Monticello scholars and Gordon-Reed’s research highlight several key points:

  • Hemings’s known children were the only enslaved family Jefferson ever systematically freed or allowed to leave without pursuit.
  • They were described as very light-skinned, and several observers remarked that they resembled Jefferson.
  • Records show that Hemings conceived only when Jefferson was present at Monticello. Over nearly two decades, there are no conceptions that occurred while he was away from the plantation.

Taken together—DNA data, timing, oral history, and behavior—these factors underpin the current historical consensus: Jefferson almost certainly fathered Hemings’s children.

Life Inside Monticello: Privilege Within Bondage

Within the Monticello system, Hemings and her children occupied a complicated position. They remained enslaved for most of their lives there, yet their assignments and treatment differed from those of many others on the plantation.

Hemings appears to have been shielded from field labor.
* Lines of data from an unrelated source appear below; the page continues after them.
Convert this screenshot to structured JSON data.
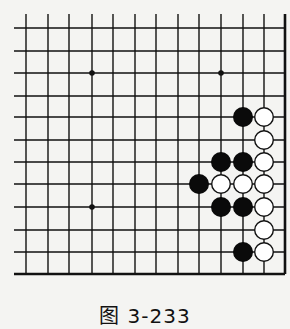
{
  "diagram": {
    "type": "go-board-fragment",
    "caption": "图 3-233",
    "grid": {
      "columns": 13,
      "rows": 12,
      "x_positions": [
        26,
        48,
        69,
        92,
        113,
        135,
        156,
        178,
        199,
        221,
        243,
        264,
        285
      ],
      "y_positions": [
        28,
        51,
        73,
        96,
        117,
        140,
        162,
        184,
        207,
        230,
        252,
        274
      ],
      "line_left_extent": 14,
      "line_top_extent": 14,
      "right_edge_thick": true,
      "bottom_edge_thick": true
    },
    "star_points": [
      {
        "col": 3,
        "row": 2
      },
      {
        "col": 9,
        "row": 2
      },
      {
        "col": 3,
        "row": 8
      }
    ],
    "stones": [
      {
        "color": "black",
        "col": 10,
        "row": 4
      },
      {
        "color": "white",
        "col": 11,
        "row": 4
      },
      {
        "color": "white",
        "col": 11,
        "row": 5
      },
      {
        "color": "black",
        "col": 9,
        "row": 6
      },
      {
        "color": "black",
        "col": 10,
        "row": 6
      },
      {
        "color": "white",
        "col": 11,
        "row": 6
      },
      {
        "color": "black",
        "col": 8,
        "row": 7
      },
      {
        "color": "white",
        "col": 9,
        "row": 7
      },
      {
        "color": "white",
        "col": 10,
        "row": 7
      },
      {
        "color": "white",
        "col": 11,
        "row": 7
      },
      {
        "color": "black",
        "col": 9,
        "row": 8
      },
      {
        "color": "black",
        "col": 10,
        "row": 8
      },
      {
        "color": "white",
        "col": 11,
        "row": 8
      },
      {
        "color": "white",
        "col": 11,
        "row": 9
      },
      {
        "color": "black",
        "col": 10,
        "row": 10
      },
      {
        "color": "white",
        "col": 11,
        "row": 10
      }
    ],
    "colors": {
      "line": "#111111",
      "black_stone": "#0a0a0a",
      "white_stone_fill": "#ffffff",
      "white_stone_stroke": "#111111",
      "background": "#f4f4f2"
    }
  }
}
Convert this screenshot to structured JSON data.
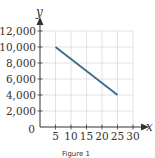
{
  "chart_data": {
    "type": "line",
    "title": "",
    "caption": "Figure 1",
    "xlabel": "x",
    "ylabel": "y",
    "xlim": [
      0,
      30
    ],
    "ylim": [
      0,
      12000
    ],
    "grid": true,
    "x_ticks": [
      5,
      10,
      15,
      20,
      25,
      30
    ],
    "x_tick_labels": [
      "5",
      "10",
      "15",
      "20",
      "25",
      "30"
    ],
    "y_ticks": [
      0,
      2000,
      4000,
      6000,
      8000,
      10000,
      12000
    ],
    "y_tick_labels": [
      "0",
      "2,000",
      "4,000",
      "6,000",
      "8,000",
      "10,000",
      "12,000"
    ],
    "series": [
      {
        "name": "line",
        "x": [
          5,
          25
        ],
        "y": [
          10000,
          4000
        ],
        "color": "#3d6a8a"
      }
    ],
    "colors": {
      "line": "#3d6a8a",
      "grid": "#dcdcdc",
      "axis": "#333333"
    }
  }
}
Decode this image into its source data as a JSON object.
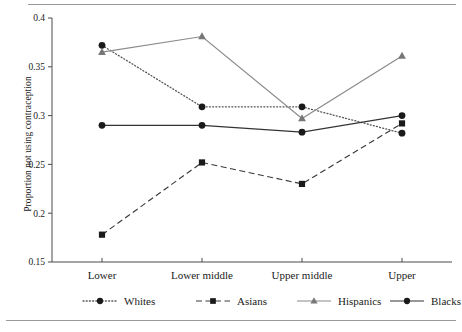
{
  "chart_data": {
    "type": "line",
    "title": "",
    "xlabel": "",
    "ylabel": "Proportion not using contraception",
    "categories": [
      "Lower",
      "Lower middle",
      "Upper middle",
      "Upper"
    ],
    "ylim": [
      0.15,
      0.4
    ],
    "yticks": [
      0.15,
      0.2,
      0.25,
      0.3,
      0.35,
      0.4
    ],
    "ytick_labels": [
      "0.15",
      "0.2",
      "0.25",
      "0.3",
      "0.35",
      "0.4"
    ],
    "grid": false,
    "legend_position": "bottom",
    "series": [
      {
        "name": "Whites",
        "values": [
          0.372,
          0.309,
          0.309,
          0.282
        ],
        "line_style": "dotted",
        "marker": "circle",
        "color": "#1a1a1a",
        "line_color": "#555555"
      },
      {
        "name": "Asians",
        "values": [
          0.178,
          0.252,
          0.23,
          0.292
        ],
        "line_style": "dashed",
        "marker": "square",
        "color": "#1a1a1a",
        "line_color": "#3a3a3a"
      },
      {
        "name": "Hispanics",
        "values": [
          0.365,
          0.381,
          0.297,
          0.361
        ],
        "line_style": "solid",
        "marker": "triangle",
        "color": "#777777",
        "line_color": "#8a8a8a"
      },
      {
        "name": "Blacks",
        "values": [
          0.29,
          0.29,
          0.283,
          0.3
        ],
        "line_style": "solid",
        "marker": "circle",
        "color": "#1a1a1a",
        "line_color": "#333333"
      }
    ]
  }
}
According to Madison Hemings, her primary duties involved Jefferson’s private spaces and care for his children, along with light domestic work such as sewing. She had more regular contact with the family in the main house, though always within the limits and power imbalance of enslavement.

Her children were also spared field work. Instead, they were trained in skilled trades—carpentry, music, and domestic service—that could support them if they eventually entered free society. Madison remembered, however, that Jefferson did not publicly acknowledge them as his sons and daughter, nor show overt parental affection. “My brothers, sister Harriet and myself were used alike…” he wrote. “I was put to the carpenter trade.”

Hemings’s situation illustrates a harsh reality of the era: even when enslaved people had somewhat better conditions or closer domestic roles, their basic status remained unchanged. Their time, labor, and bodies were still under someone else’s control.

Freedom, Departure, and a Legacy of Silence

Jefferson died in 1826, heavily in debt—his obligations amounted to the equivalent of over a million dollars in modern terms. Those debts drove the sale of much of his estate. In 1827, newspapers advertised Monticello and about 130 enslaved people for auction. Nearly one hundred human beings were sold over several days on the very grounds where Jefferson had written about liberty.

For the Hemings children, however, the end of Jefferson’s life marked a partial opening. Madison and Eston were formally freed in Jefferson’s will. Beverly and Harriet had already been allowed to leave Monticello quietly a few years earlier without being pursued as fugitives. According to Madison’s later account, both passed into white society, choosing not to identify publicly as Black or as Jefferson’s children.

Sally Hemings herself was not officially emancipated in Jefferson’s will. However, Jefferson’s daughter Martha and her family allowed Hemings to live in Charlottesville with her sons as a free woman in practice, if not on paper. She spent her final years there, out of the plantation system that had shaped most of her life.

The Jefferson–Hemings descendants and scholars continue to grapple with what this story means. On one level, it is the history of a specific family: a woman born enslaved, related to the white family that owned her, who negotiated for her children’s future and lived in a long-term relationship with the man who legally controlled her life.

On another level, it is a window into the founding era’s deepest contradictions—a reminder that the language of universal rights emerged from a society where exploitation and coercion were written into law, and where even the most famous advocates of liberty often failed to extend those ideals to the people closest to them.

Today, Monticello presents the stories of Jefferson and Hemings side by side, acknowledging not only the architecture and ideas of the estate, but also the lives and labor of the people who made it function. In doing so, it invites visitors and readers to confront the full complexity of the early United States: its aspirations, its injustices, and the human lives that existed at their intersection.